LAHORE, May 14: The PML-N doesn’t believe that the local elections to be held during the next few months will be free and fair, but it is still determined to take part in them whether they are held on a party or non-party basis. “The PML-N will not stay out of the electoral process, however one-sided it may be,” party’s Punjab chief organizer Zulfikar Khosa said while talking to Dawn here on Saturday.
He said he had visited all 34 districts of the Punjab to oversee the party’s reorganization, and during his meetings with party leaders he had also reviewed preparations for the local elections. The party, he noticed, was fully prepared to contest the elections.
About the number of candidates his party could put up, Mr Khosa said he was not in a position to answer the question at this juncture. However, he recalled that at the time of 2002 elections, many PML-N candidates, who had been awarded tickets, had withdrawn from the contest under severe pressure from intelligence agencies.
They had told the party that they could not afford the consequences of staying in the field, he said.
In his opinion the same agencies would try to intimidate the PML-N people in the local elections. But, he said, the party would resist all pressures.
Answering a question, Mr Khosa said it was rather premature to say about the parties with which the PML-N would cooperate in the local elections.”The matter has not come under discussion at any stage so far.”
The PML-N leader said local bodies was purely a provincial subject, as it was not mentioned in the Federal Legislative List or the Concurrent Legislative List. But, he said, it was regrettable that Gen Pervez Musharraf was saying it again and again that local bodies were his institutions and he would protect them. This approach, he argued, was in conflict with the very concept of the devolution of power.
He said it was also strange that educational qualification for the district nazim, who controlled more than a dozen departments under the new system, was matriculation. But for the MPAs and MNAs, who could get assistance from their respective assemblies and fellow legislators, graduation was a precondition.
He said the experience of the past four years had established that the district government system in its present shape had failed to solve people’s problems. Instead, he alleged, it had added to the problems of the people.
Corruption, which the rulers had pledged to uproot, had grown over the past few years and the performance of the police and other departments was far from satisfactory.
The PML-N leader said voters were waiting for the day when the rulers would match their words with deeds.
A friction was going on between the assembly members and the district nazims. Bureaucracy, too, was non-cooperative. As a consequence, the situation was worsening by the day, he said.
Mr Khosa recalled that the local elections had been held on a non-party basis. But the day the results were announced, the ruling party started forcing the nazims of other parties to join hands with the PML-Q. Some of the elected nazims switched allegiance in the presence of the chief minister while other did so in the presence of ministers and advisers.
Those on opposition benches, he said, were having to face a worse situation as the nazims did their best to crush them to please their bosses.
He said it was regrettable that funds of billions of rupees, spent or misspent by the local councils during their four-year term, had not been audited.
Ironically, he said, the sitting nazims or administrators who would replace them, would supervise the electoral process. Since the administrators were to be appointed by the chief minister, their ‘impartiality’ could be well imagined, he said.
The PML-N leader said all arrangements made by the rulers were sufficient to establish that the local elections would not be free and fair. Still, he said, the opposition would not leave the field open. He believed that the PML-N had its roots among people and it would prove its popularity in the elections.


# ACTIVITY:
Count each line below that has "Save" anywhere in it. Answer with the total alone.

# GIVEN DATA:
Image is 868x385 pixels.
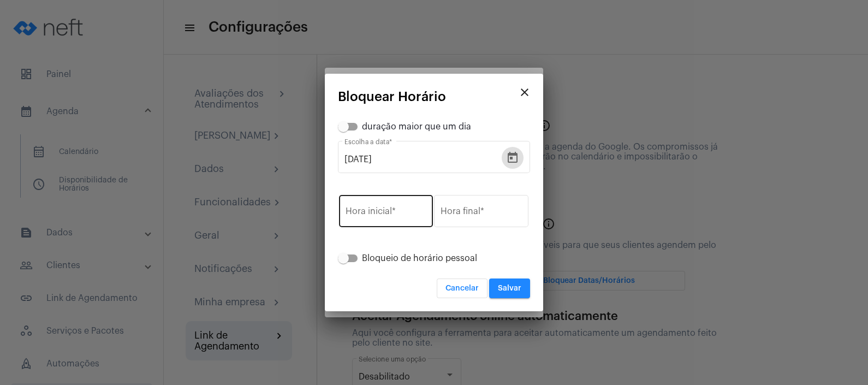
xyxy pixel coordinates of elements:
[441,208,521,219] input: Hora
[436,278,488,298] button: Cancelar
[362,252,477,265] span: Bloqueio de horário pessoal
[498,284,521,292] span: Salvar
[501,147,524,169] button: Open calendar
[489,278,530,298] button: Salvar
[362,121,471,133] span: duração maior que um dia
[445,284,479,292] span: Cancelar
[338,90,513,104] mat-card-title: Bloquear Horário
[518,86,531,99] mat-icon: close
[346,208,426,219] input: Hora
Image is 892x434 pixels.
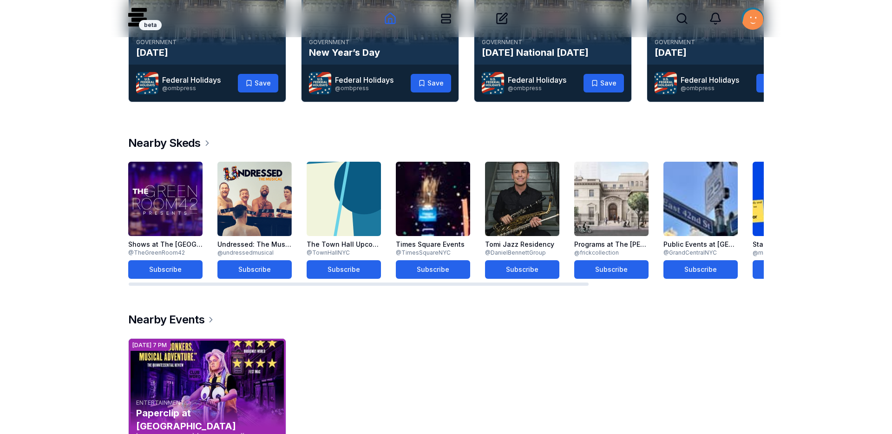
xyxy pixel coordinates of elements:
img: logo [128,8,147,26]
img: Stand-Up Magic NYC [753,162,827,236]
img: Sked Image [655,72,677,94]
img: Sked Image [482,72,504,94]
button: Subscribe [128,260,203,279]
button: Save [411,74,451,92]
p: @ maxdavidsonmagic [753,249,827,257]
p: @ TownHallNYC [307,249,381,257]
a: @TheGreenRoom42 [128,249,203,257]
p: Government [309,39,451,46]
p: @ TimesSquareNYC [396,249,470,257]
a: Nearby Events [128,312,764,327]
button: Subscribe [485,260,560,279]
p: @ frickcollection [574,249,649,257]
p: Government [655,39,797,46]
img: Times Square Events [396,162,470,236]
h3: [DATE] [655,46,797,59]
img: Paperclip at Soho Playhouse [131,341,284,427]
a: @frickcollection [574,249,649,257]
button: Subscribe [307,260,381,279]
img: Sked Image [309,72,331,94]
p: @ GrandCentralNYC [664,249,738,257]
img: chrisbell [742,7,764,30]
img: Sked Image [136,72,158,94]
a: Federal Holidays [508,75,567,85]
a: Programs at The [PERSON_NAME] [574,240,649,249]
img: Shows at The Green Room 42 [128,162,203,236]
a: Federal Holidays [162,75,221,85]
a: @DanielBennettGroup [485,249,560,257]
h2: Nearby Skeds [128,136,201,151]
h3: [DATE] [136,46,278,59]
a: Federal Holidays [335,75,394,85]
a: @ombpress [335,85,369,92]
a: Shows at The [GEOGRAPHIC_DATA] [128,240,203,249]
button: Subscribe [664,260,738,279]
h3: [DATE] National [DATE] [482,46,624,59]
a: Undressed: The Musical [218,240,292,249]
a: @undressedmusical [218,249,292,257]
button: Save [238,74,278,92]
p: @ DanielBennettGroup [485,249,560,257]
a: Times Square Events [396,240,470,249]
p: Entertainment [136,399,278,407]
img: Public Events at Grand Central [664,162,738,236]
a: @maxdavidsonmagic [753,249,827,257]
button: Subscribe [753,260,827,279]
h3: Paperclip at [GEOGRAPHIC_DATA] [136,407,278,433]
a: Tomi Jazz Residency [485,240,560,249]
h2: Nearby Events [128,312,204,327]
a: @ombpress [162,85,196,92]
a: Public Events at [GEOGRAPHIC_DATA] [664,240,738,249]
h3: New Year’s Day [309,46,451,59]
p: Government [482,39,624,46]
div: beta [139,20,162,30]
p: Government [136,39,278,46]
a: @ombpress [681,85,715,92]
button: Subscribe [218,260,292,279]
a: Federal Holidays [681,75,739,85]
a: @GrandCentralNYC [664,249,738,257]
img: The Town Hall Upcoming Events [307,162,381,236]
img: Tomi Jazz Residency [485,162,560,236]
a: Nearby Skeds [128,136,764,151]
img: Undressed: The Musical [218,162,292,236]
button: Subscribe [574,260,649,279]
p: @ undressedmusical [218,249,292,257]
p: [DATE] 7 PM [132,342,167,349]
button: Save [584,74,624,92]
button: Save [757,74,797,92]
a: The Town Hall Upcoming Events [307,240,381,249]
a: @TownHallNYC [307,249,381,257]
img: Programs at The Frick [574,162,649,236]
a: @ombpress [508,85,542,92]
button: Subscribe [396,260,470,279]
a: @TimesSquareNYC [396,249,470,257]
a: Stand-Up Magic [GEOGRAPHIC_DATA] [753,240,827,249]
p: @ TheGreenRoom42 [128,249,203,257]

# SOLUTION TO THIS PROBLEM:
4